Lemuria
In an interview to Blow Up magazine in 2010, Venetian sound artist Enrico Coniglio, commenting on his aesthetic approach to the soundscape (“it is the result of the aggregation of clusters of elements that have reason for existence in relation to their own specific function”), marked off the traces for a path that some time later would take him to collaborate with the photographer and field recordist Giovanni Lami, from Ravenna, in the Lemures project.
It is in the sonic exploration of the world of the “shadows of the landscape”, that we can find the humus of the sound research of the Italian duo, that with “Lemuria” presents a work based on an intensive recording session held in a semi-abandoned building in the countryside outskirts of Ravenna.
Starting from archival audio materials, specifically previously collected field recordings, Coniglio and Lami develop a series of improvisations in which the original sound is chiselled using digital processing, rather than focusing on the philological sense of the recording, which opens to further levels of interpretation and brings them to chiaroscuro landscapes and dense sound events structured on a mesmeric storytelling.

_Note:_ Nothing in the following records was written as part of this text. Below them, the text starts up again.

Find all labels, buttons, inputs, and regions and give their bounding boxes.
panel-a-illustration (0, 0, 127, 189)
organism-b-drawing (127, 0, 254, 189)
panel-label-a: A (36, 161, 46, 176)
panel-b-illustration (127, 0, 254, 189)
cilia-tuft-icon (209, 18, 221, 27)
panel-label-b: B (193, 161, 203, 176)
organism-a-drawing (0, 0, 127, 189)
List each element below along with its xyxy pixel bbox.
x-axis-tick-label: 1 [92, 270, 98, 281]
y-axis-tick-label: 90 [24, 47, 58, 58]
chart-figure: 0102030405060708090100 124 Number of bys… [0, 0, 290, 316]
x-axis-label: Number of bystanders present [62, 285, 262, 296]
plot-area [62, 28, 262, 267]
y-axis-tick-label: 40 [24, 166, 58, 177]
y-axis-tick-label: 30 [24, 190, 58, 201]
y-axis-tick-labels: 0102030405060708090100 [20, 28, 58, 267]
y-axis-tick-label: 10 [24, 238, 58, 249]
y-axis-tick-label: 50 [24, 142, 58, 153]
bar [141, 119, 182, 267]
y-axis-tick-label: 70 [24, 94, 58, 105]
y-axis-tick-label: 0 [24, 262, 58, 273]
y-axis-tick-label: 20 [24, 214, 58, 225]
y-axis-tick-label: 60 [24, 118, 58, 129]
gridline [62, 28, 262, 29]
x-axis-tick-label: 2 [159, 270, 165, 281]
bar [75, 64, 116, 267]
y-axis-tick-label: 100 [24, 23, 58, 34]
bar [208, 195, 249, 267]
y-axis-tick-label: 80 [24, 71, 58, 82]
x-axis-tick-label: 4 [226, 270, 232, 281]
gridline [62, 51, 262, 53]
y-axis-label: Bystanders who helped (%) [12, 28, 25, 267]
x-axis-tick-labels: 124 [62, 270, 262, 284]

A phantasmic dimension of sound, in which unexpected appearances are materialized and revealed by field recordings that illuminate neglected places, abandoned spaces and hidden interstices.
The description, ultimately, of a “mental landscape”, as defined in the founding manifesto of the Lemures project, in which the complex interplay between subject and sound objects becomes a complex game of associations, reflections and reverberations, suspended between a denotative approach and a non-linear narrative.
If you think about the different focal elements of the acoustic research, for example the soundscape of the margin areas, the formal aspects of the landscape, the “topophonic” hybridizations, it is easy to see that this work represents a real turning point for Lemures. It reinforces the reasons for a specific method of treatment sound and simultaneously opens two new paths for the future, on the “crest of the border”.